Are we players here? Listeners? Guitar aficionados? Builders? Something else?
I’ve been playing guitar for about 25 years, jazz guitar for probably 20 of those, doing a mix of gigging and just jamming (not teaching per se myself but I’ve enjoyed working with teachers to organize jam sessions to create a fun environment for students to learn in). Lately I’ve been getting into woodworking as a hobby and I’ve been working on building a guitar for myself, too.
What’s your jazz guitar experience like?
I’ve barely scratched the surface of my journey to learning Jazz but I would like to some day play at least some basic standards. Anyone got any resources? Like a lesson book/plan that’ll start off with the easy stuff.
If you haven’t already come across him, Jens Larsen is a great teacher with an excellent YouTube channel. He’s got loads of beginner-friendly videos but a lot of advanced stuff to think about too, and he puts out a lot of fresh content here and there for picking up tricks and chord voicings.
Maybe not exactly beginner-level stuff but Ted Greene was also an incredible teacher, particularly of chord melody playing. His students have assembled a bunch of his material online in a way that’s fairly accessible at tedgreene.com. He wrote a lot of stuff in a sort of idiosyncratic notation but once you figure it out, his arrangements are amazing. There are really powerful ideas in there about sticking to small movements for pleasant voice leading, using voicings that support lots of different choices of melody note, etc.
I hear other people play jazz guitar, and I think “I should practice more to get good enough to play jazz guitar!”
At the moment, not. I’ve always been a fan of Jazz, so I have a goal, learning to play it.
I’ve just digged out the Bass (Ibanez) and guitar (a frankenfender and an acoustic) that I bought years ago and never mastered and I’m trying to learn how to play,with at the moment the bass as main focus point (less strings) to learn how to play, fret, mute and even basics as to hold it so I don’t overstretch my wrists.
After this, I’ll dig out a trumpet, French horn, my synths and maybe even fix up the clarinet I have and try to get some music out of it.
Studied it in college. Drifted away. Come back again.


▶ REQUIRED WORK
Which lines of the data contain the string "Image"? Show each of them.
(DATA EXCERPTS)
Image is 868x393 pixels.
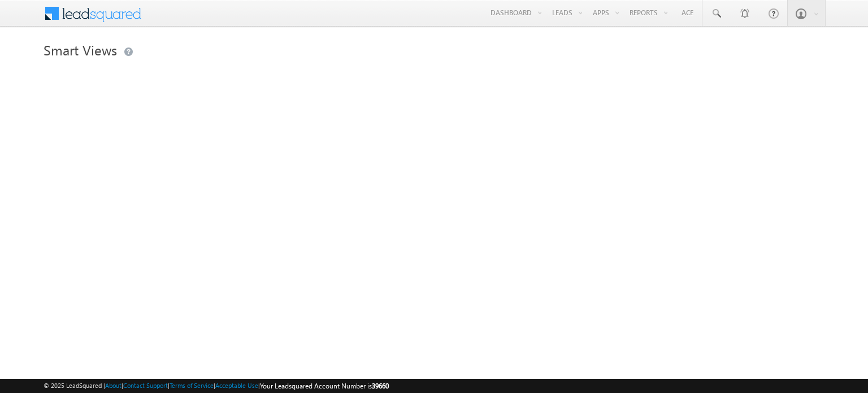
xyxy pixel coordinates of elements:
[215,382,258,388] a: Acceptable Use
[105,382,121,388] a: About
[43,380,388,391] span: © 2025 LeadSquared | | | | |
[372,382,388,390] span: 39660
[260,382,388,390] span: Your Leadsquared Account Number is
[43,41,117,59] span: Smart Views
[123,382,168,388] a: Contact Support
[169,382,214,388] a: Terms of Service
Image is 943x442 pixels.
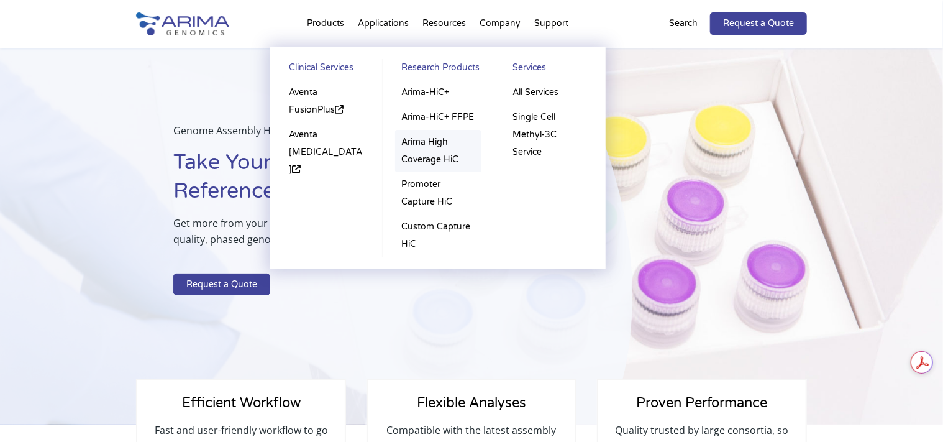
(End DATA EXCERPTS)
▶ TASK OUTPUT
Image is 868x393 pixels.
Image is 943x442 pixels.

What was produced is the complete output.